Masculine and Feminine

In K4. The Return Faith demands an explanation from the Biggest Bird, the creature who rules the afterlife. The Biggest Bird lets Faith visit reality, where she meets Jay, bringing us up to speed with the previous chapter.

Again, I’m running out of topics for commentary. I can’t spoil too much about the afterlife, and there’s only so much to be said about non-linear storytelling. So this week, I thought I’d talk about the distribution of male and female characters in Akayama DanJay.

In ‘reality’ most of the characters are male. DanJay, Jango, Michael, Bob, and Leo have more narrative importance and screen-time than Faith, Beatrice, Eva, and Lilly. Meanwhile the afterlife is ruled by a giant bird who seems more maternal than masculine, while worms—thinly veiled phallic imagery—struggle to become worthy of joining that bird. The story-within-a-story, LuLu’s Space-Time Acceleration, has primarily female leads in Princess Lucia and her daughter Lucille. Akayama DanJay‘s mortal plane is generally masculine and its alternate realities are more feminine. If you believe The Da Vinci Code, ancient Christianity featured divine femininity; certainly The Divine Comedy where Dante seeks Beatrice can be read this way.

The double-character DanJay bridges genders and dimensions. When Dan was obliterated, he was reborn as a two-year-old girl named Jillian; Jillian reasserted a masculine identity when they took the name Jay. Jay straddles mortality and death by visiting the afterlife and meeting the dead.

Jay watches Dan’s struggle with death, anxiety, and femininity. After his father’s suicide, Dan obsesses over his fantasy of ideal love, Beatrice, who has barely a passing interest in him. When he accidentally smokes centipede and goes to the afterlife, Dan is a gnashing pile of teeth which decomposes into ten thousand worms. A tangled pile of worms is an obvious image of frustrated masculinity. It’s this frustration and anxiety which keeps Dan from the Mountain.

Faith and Beatrice immediately enter the Mountain after their deaths, as symbols of femininity. In fact, Beatrice is barely more than a symbol (which I guess is somewhat fitting in a Divine Comedy allegory). If Beatrice is the purest, most unattainable vision of love possible, then Faith, who returns from death to tell the tale, is mankind’s only chance to unite with that vision of love. Through Faith, the unattainable is attained.

But also lurking in the afterlife is the largest worm, Anihilato, a massive, overgrown phallic tumor. Anihilato refuses to join the Mountain and in fact claims to own all sentient beings. The Biggest Bird seems to accept Anihilato’s existence and even integrates it into their cosmology: they say, “When I find worms I cannot swallow, I know Anihilato will eat them for me.” In an otherworldly sense, the Biggest Bird keeps Anihilato because the concentrated masculine energy is sometimes necessary to open stuck jars.

In another section I said that fundamentally speaking, gender is just a thing humans made up. The only reason I can talk about masculine energy and feminine energy is because people know those words and understand what I mean. I can say Anihilato is masculine despite calling it an ‘it’ because it’s phallic and muscular and aggressive. I can say the Biggest Bird (or the Heart of the Mountain, or Bug-Bird) is feminine despite calling them ‘they’ because they encompass maternal aspects, having birthed the Islands of Sheridan and the matriarchal birds who live there.

The afterlife in this story is therefore divided by the Biggest Bird and Anihilato along generally engendered traits. Only DanJay, whose dual life has shown him a little bit of everything, has the potential to integrate those opposites.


§ **ACTION ITEM**:
Copy every record exactly as it stands. Leave the pictures out.

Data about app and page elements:

╔══

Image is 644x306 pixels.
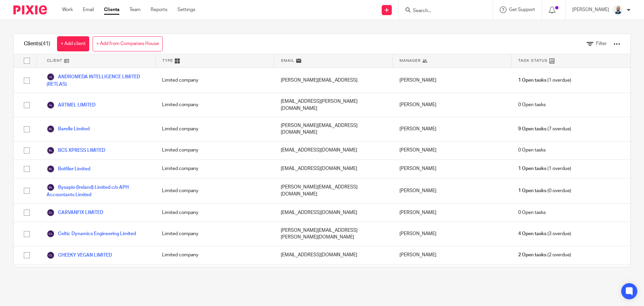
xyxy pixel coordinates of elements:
p: [PERSON_NAME] [572,6,609,13]
div: Limited company [155,117,274,141]
a: BCS XPRESS LIMITED [47,146,105,155]
img: svg%3E [47,125,55,133]
img: Pixie [13,5,47,14]
span: Manager [399,58,421,63]
div: [PERSON_NAME][EMAIL_ADDRESS][DOMAIN_NAME] [274,117,393,141]
div: [EMAIL_ADDRESS][DOMAIN_NAME] [274,246,393,264]
div: [PERSON_NAME] [393,203,512,221]
a: Reports [151,6,167,13]
span: 1 Open tasks [518,77,547,84]
img: svg%3E [47,230,55,238]
span: (0 overdue) [518,187,572,194]
img: svg%3E [47,183,55,191]
span: (7 overdue) [518,126,572,132]
span: 1 Open tasks [518,187,547,194]
span: Filter [596,41,607,46]
span: Type [162,58,173,63]
div: [EMAIL_ADDRESS][DOMAIN_NAME] [274,203,393,221]
div: Limited company [155,222,274,246]
div: Limited company [155,160,274,178]
a: Email [83,6,94,13]
div: [PERSON_NAME] [393,246,512,264]
span: (41) [41,41,50,46]
span: 9 Open tasks [518,126,547,132]
div: Limited company [155,178,274,203]
a: Settings [177,6,195,13]
div: [PERSON_NAME] [393,117,512,141]
span: (2 overdue) [518,252,572,258]
span: Task Status [518,58,548,63]
div: [PERSON_NAME] [393,141,512,159]
span: 2 Open tasks [518,252,547,258]
a: + Add from Companies House [93,36,163,51]
a: Work [62,6,73,13]
a: Clients [104,6,119,13]
a: ARTMEL LIMITED [47,101,96,109]
span: 0 Open tasks [518,101,546,108]
div: [PERSON_NAME][EMAIL_ADDRESS][PERSON_NAME][DOMAIN_NAME] [274,222,393,246]
span: (3 overdue) [518,230,572,237]
img: svg%3E [47,251,55,259]
a: CARVANFIX LIMITED [47,208,104,217]
div: [PERSON_NAME][EMAIL_ADDRESS][DOMAIN_NAME] [274,178,393,203]
a: Celtic Dynamics Engineering Limited [47,230,136,238]
div: Limited company [155,141,274,159]
a: + Add client [57,36,89,51]
input: Select all [20,54,33,67]
a: Barelle Limited [47,125,90,133]
div: [PERSON_NAME][EMAIL_ADDRESS] [274,68,393,93]
div: [PERSON_NAME] [393,68,512,93]
img: svg%3E [47,73,55,81]
span: 0 Open tasks [518,147,546,153]
span: 1 Open tasks [518,165,547,172]
div: [PERSON_NAME][EMAIL_ADDRESS][PERSON_NAME][DOMAIN_NAME] [274,265,393,288]
img: svg%3E [47,165,55,173]
div: Limited company [155,68,274,93]
div: [PERSON_NAME] [393,160,512,178]
div: [PERSON_NAME] [393,178,512,203]
span: Email [281,58,295,63]
span: Get Support [509,7,535,12]
span: Client [47,58,63,63]
div: [EMAIL_ADDRESS][DOMAIN_NAME] [274,141,393,159]
a: CHEEKY VEGAN LIMITED [47,251,112,259]
div: [EMAIL_ADDRESS][PERSON_NAME][DOMAIN_NAME] [274,93,393,117]
a: ANDROMEDA INTELLIGENCE LIMITED (RETLAS) [47,73,149,88]
img: svg%3E [47,208,55,217]
img: svg%3E [47,146,55,155]
span: 4 Open tasks [518,230,547,237]
div: [PERSON_NAME] [393,222,512,246]
a: Botfiler Limited [47,165,90,173]
a: Team [129,6,141,13]
input: Search [412,8,473,14]
div: [EMAIL_ADDRESS][DOMAIN_NAME] [274,160,393,178]
span: (1 overdue) [518,165,572,172]
img: Mark%20LI%20profiler.png [613,5,623,16]
div: [PERSON_NAME] [393,93,512,117]
img: svg%3E [47,101,55,109]
span: (1 overdue) [518,77,572,84]
div: [PERSON_NAME] [393,265,512,288]
div: Sole Trader / Self-Assessed [155,265,274,288]
a: Bysapio (Ireland) Limited c/o APH Accountants Limited [47,183,149,198]
span: 0 Open tasks [518,209,546,216]
div: Limited company [155,246,274,264]
h1: Clients [24,40,50,47]
div: Limited company [155,203,274,221]
div: Limited company [155,93,274,117]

╚══

§ **TASK RESULT**:
Image is 644x306 pixels.
xyxy pixel coordinates of elements:
p: [PERSON_NAME] [572,6,609,13]
div: Limited company [155,117,274,141]
a: BCS XPRESS LIMITED [47,146,105,155]
img: svg%3E [47,125,55,133]
img: Pixie [13,5,47,14]
span: Manager [399,58,421,63]
div: [PERSON_NAME][EMAIL_ADDRESS][DOMAIN_NAME] [274,117,393,141]
div: [EMAIL_ADDRESS][DOMAIN_NAME] [274,246,393,264]
div: [PERSON_NAME] [393,203,512,221]
a: Reports [151,6,167,13]
span: 1 Open tasks [518,77,547,84]
img: svg%3E [47,230,55,238]
span: (0 overdue) [518,187,572,194]
img: svg%3E [47,183,55,191]
span: (7 overdue) [518,126,572,132]
span: 1 Open tasks [518,187,547,194]
span: Filter [596,41,607,46]
span: Type [162,58,173,63]
div: [EMAIL_ADDRESS][DOMAIN_NAME] [274,203,393,221]
div: Limited company [155,222,274,246]
div: Limited company [155,160,274,178]
a: Email [83,6,94,13]
div: [PERSON_NAME] [393,246,512,264]
span: (41) [41,41,50,46]
span: 9 Open tasks [518,126,547,132]
div: Limited company [155,178,274,203]
a: Settings [177,6,195,13]
div: [PERSON_NAME] [393,117,512,141]
span: (2 overdue) [518,252,572,258]
span: Task Status [518,58,548,63]
div: [PERSON_NAME] [393,141,512,159]
span: 2 Open tasks [518,252,547,258]
a: + Add from Companies House [93,36,163,51]
a: Work [62,6,73,13]
a: Clients [104,6,119,13]
a: ARTMEL LIMITED [47,101,96,109]
span: 0 Open tasks [518,101,546,108]
div: [PERSON_NAME][EMAIL_ADDRESS][PERSON_NAME][DOMAIN_NAME] [274,222,393,246]
span: (3 overdue) [518,230,572,237]
img: svg%3E [47,251,55,259]
a: CARVANFIX LIMITED [47,208,104,217]
div: [PERSON_NAME][EMAIL_ADDRESS][DOMAIN_NAME] [274,178,393,203]
a: Celtic Dynamics Engineering Limited [47,230,136,238]
div: Limited company [155,141,274,159]
a: + Add client [57,36,89,51]
input: Select all [20,54,33,67]
a: Barelle Limited [47,125,90,133]
div: [PERSON_NAME][EMAIL_ADDRESS] [274,68,393,93]
div: [PERSON_NAME] [393,68,512,93]
img: svg%3E [47,73,55,81]
span: 0 Open tasks [518,147,546,153]
span: 1 Open tasks [518,165,547,172]
div: [PERSON_NAME][EMAIL_ADDRESS][PERSON_NAME][DOMAIN_NAME] [274,265,393,288]
img: svg%3E [47,165,55,173]
div: Limited company [155,68,274,93]
div: [PERSON_NAME] [393,160,512,178]
div: [PERSON_NAME] [393,178,512,203]
span: Email [281,58,295,63]
span: Get Support [509,7,535,12]
span: Client [47,58,63,63]
div: [EMAIL_ADDRESS][DOMAIN_NAME] [274,141,393,159]
a: CHEEKY VEGAN LIMITED [47,251,112,259]
div: [EMAIL_ADDRESS][PERSON_NAME][DOMAIN_NAME] [274,93,393,117]
a: ANDROMEDA INTELLIGENCE LIMITED (RETLAS) [47,73,149,88]
img: svg%3E [47,208,55,217]
img: svg%3E [47,146,55,155]
span: 4 Open tasks [518,230,547,237]
div: [PERSON_NAME] [393,222,512,246]
a: Botfiler Limited [47,165,90,173]
a: Team [129,6,141,13]
input: Search [412,8,473,14]
div: [EMAIL_ADDRESS][DOMAIN_NAME] [274,160,393,178]
span: (1 overdue) [518,165,572,172]
img: Mark%20LI%20profiler.png [613,5,623,16]
div: [PERSON_NAME] [393,93,512,117]
img: svg%3E [47,101,55,109]
span: (1 overdue) [518,77,572,84]
div: [PERSON_NAME] [393,265,512,288]
div: Sole Trader / Self-Assessed [155,265,274,288]
a: Bysapio (Ireland) Limited c/o APH Accountants Limited [47,183,149,198]
span: 0 Open tasks [518,209,546,216]
div: Limited company [155,246,274,264]
h1: Clients [24,40,50,47]
div: Limited company [155,203,274,221]
div: Limited company [155,93,274,117]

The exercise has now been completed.